Firefox for Android now supports H.264 video natively on some devices

Nov 30, 2012 10:40 GMT  ·  By

With Firefox 17 for Android safely in the stable channel, Mozilla is detailing one of the new "features" support for the H.264 codec for HTML5 video.

It doesn't work on all devices yet, in fact, you have to be running a very recent version of Android, but more will be added in the future.

Several months ago, Mozilla reluctantly decided to start supporting the license encumbered H.264 codec.

For a while, it had hoped that by supporting only open source, patent free codecs, it would force the web to switch to those better alternatives.

Betrayed by Google, Mozilla lost the fight, the vast majority of video on the web is encoded in H.264 and that's not going to change soon.

In fact, because it wasn't supporting H.264 natively, Firefox was forcing its users to rely on Flash, defeating the whole purpose of switching to HTML5 video in the first place.

After the decision to support H.264 was made, the problem became how to do it.

Support for the codec is not built into Firefox, despite the fact that Mozilla could afford to pay for it, rather the browser will rely on the codec being supported by the operating system it's running on.

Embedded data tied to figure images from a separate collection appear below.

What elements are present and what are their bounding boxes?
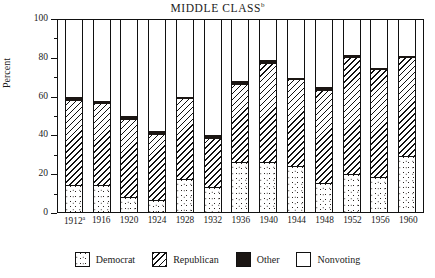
bar-segment-republican — [371, 70, 387, 178]
stacked-bar[interactable] — [370, 20, 388, 212]
bar-segment-republican — [316, 91, 332, 183]
y-axis: 020406080100 — [0, 19, 57, 213]
bar-segment-nonvoting — [371, 20, 387, 68]
x-axis-tick-label: 1944 — [287, 215, 305, 225]
bar-segment-nonvoting — [399, 20, 415, 56]
chart-title: MIDDLE CLASSb — [0, 1, 435, 14]
bar-segment-nonvoting — [288, 20, 304, 78]
x-axis-tick-label: 1928 — [176, 215, 194, 225]
republican-swatch-icon — [152, 252, 167, 267]
bar-segment-nonvoting — [260, 20, 276, 60]
bar-segment-nonvoting — [232, 20, 248, 81]
bar-segment-democrat — [149, 200, 165, 212]
bar-segment-republican — [232, 85, 248, 162]
x-axis-tick-label: 1936 — [231, 215, 249, 225]
other-swatch-icon — [236, 252, 251, 267]
bar-segment-democrat — [121, 197, 137, 212]
y-axis-tick-label: 20 — [39, 169, 49, 179]
x-axis-tick-label: 1920 — [120, 215, 138, 225]
bar-segment-republican — [66, 101, 82, 185]
bar-segment-nonvoting — [94, 20, 110, 101]
bar-segment-nonvoting — [316, 20, 332, 87]
bar-segment-democrat — [288, 166, 304, 212]
y-axis-tick-label: 0 — [43, 208, 48, 218]
stacked-bar[interactable] — [120, 20, 138, 212]
legend-item[interactable]: Democrat — [75, 252, 135, 267]
stacked-bar[interactable] — [259, 20, 277, 212]
x-axis-tick-label: 1948 — [315, 215, 333, 225]
x-axis-tick-superscript: a — [83, 215, 86, 221]
chart-title-superscript: b — [261, 1, 265, 9]
bar-segment-republican — [288, 80, 304, 166]
legend-label: Republican — [173, 254, 219, 265]
bar-segment-republican — [344, 58, 360, 173]
bar-segment-republican — [149, 135, 165, 200]
stacked-bar[interactable] — [398, 20, 416, 212]
x-axis-tick-label: 1960 — [399, 215, 417, 225]
bar-segment-democrat — [232, 162, 248, 212]
legend-label: Democrat — [96, 254, 135, 265]
y-axis-tick-label: 60 — [39, 92, 49, 102]
bar-segment-republican — [121, 120, 137, 197]
y-axis-tick-label: 100 — [34, 14, 48, 24]
bar-segment-democrat — [66, 185, 82, 212]
stacked-bar[interactable] — [315, 20, 333, 212]
stacked-bar[interactable] — [148, 20, 166, 212]
bar-segment-nonvoting — [205, 20, 221, 135]
legend-item[interactable]: Nonvoting — [296, 252, 360, 267]
chart-title-text: MIDDLE CLASS — [170, 2, 261, 14]
chart-figure: MIDDLE CLASSb Percent 020406080100 1912a… — [0, 0, 435, 278]
x-axis-tick-label: 1912a — [64, 215, 82, 226]
x-axis-tick-label: 1952 — [343, 215, 361, 225]
bar-segment-nonvoting — [177, 20, 193, 97]
stacked-bar[interactable] — [93, 20, 111, 212]
legend-label: Nonvoting — [317, 254, 360, 265]
bar-segment-democrat — [205, 187, 221, 212]
chart-legend: DemocratRepublicanOtherNonvoting — [0, 252, 435, 267]
bar-segment-democrat — [371, 177, 387, 212]
bar-segment-democrat — [344, 174, 360, 212]
stacked-bar[interactable] — [176, 20, 194, 212]
bar-segment-democrat — [94, 185, 110, 212]
bar-segment-nonvoting — [149, 20, 165, 131]
bar-segment-nonvoting — [121, 20, 137, 116]
stacked-bar[interactable] — [231, 20, 249, 212]
nonvoting-swatch-icon — [296, 252, 311, 267]
stacked-bar[interactable] — [343, 20, 361, 212]
x-axis: 1912a19161920192419281932193619401944194… — [57, 215, 424, 231]
bar-segment-republican — [260, 64, 276, 162]
x-axis-tick-label: 1940 — [259, 215, 277, 225]
y-axis-tick-label: 80 — [39, 53, 49, 63]
legend-item[interactable]: Other — [236, 252, 280, 267]
bar-segment-democrat — [177, 179, 193, 212]
x-axis-tick-label: 1924 — [148, 215, 166, 225]
bar-segment-democrat — [399, 156, 415, 212]
bar-segment-nonvoting — [344, 20, 360, 55]
legend-item[interactable]: Republican — [152, 252, 219, 267]
bar-segment-republican — [205, 139, 221, 187]
x-axis-tick-label: 1916 — [92, 215, 110, 225]
legend-label: Other — [257, 254, 280, 265]
bar-segment-republican — [94, 104, 110, 185]
stacked-bar[interactable] — [65, 20, 83, 212]
y-axis-tick-label: 40 — [39, 131, 49, 141]
stacked-bar[interactable] — [287, 20, 305, 212]
x-axis-tick-label: 1932 — [204, 215, 222, 225]
stacked-bar[interactable] — [204, 20, 222, 212]
bar-segment-democrat — [316, 183, 332, 212]
bar-segment-democrat — [260, 162, 276, 212]
bar-segment-republican — [177, 99, 193, 180]
democrat-swatch-icon — [75, 252, 90, 267]
y-axis-tick — [51, 213, 57, 214]
bar-segment-nonvoting — [66, 20, 82, 97]
bar-series-group — [58, 20, 423, 212]
plot-area — [57, 19, 424, 213]
x-axis-tick-label: 1956 — [371, 215, 389, 225]
bar-segment-republican — [399, 58, 415, 156]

For Android, that was relatively easy, since virtually all Android phones support H.264 decoding at the hardware level, it was just a matter of tapping into that.

Firefox relies on the standard Stagefright library for Android to access the hardware decoding capabilities.

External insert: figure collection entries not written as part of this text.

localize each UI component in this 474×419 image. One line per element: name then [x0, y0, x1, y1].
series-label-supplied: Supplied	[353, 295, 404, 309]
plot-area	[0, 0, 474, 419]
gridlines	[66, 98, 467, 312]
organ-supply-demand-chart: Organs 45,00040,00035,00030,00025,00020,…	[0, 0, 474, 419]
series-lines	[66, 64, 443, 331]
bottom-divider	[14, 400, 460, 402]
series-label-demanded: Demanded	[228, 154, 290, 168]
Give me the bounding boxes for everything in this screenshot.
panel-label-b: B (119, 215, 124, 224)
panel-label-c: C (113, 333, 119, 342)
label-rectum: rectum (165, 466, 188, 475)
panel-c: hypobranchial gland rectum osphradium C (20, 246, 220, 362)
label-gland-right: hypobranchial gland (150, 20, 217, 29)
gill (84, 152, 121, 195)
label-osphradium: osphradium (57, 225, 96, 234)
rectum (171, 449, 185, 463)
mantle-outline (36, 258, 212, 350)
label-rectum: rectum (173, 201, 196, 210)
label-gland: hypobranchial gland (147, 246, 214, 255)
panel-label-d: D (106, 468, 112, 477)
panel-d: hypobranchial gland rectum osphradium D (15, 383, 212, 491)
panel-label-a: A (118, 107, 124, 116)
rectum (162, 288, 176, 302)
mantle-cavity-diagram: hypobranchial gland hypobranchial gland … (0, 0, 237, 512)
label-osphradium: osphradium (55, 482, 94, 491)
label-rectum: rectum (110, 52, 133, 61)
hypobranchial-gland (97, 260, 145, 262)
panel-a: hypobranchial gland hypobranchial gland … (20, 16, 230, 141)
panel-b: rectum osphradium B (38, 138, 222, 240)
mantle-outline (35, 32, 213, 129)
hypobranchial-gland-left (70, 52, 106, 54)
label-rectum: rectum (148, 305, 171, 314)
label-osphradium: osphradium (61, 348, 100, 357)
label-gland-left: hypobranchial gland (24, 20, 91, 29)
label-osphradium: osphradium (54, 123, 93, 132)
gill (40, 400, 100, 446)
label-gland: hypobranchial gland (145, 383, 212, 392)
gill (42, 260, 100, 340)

For now, it works on any device with Android 4.1 as well as any Samsung device with Android 4.0. More devices will be added once bugs are ironed out and support for the older Android 2.3 is planned as well.

There are ways of enabling H.264 even if you're running an unsupported device, but most likely it won't work or the browser will crash altogether.

If you're willing to take the risk, you can type in about:config in the address bar and search for "stagefright." Set stagefright.force-enabled to true. Mozilla warns that while this may work on Android 4.0 devices, anything else will likely crash.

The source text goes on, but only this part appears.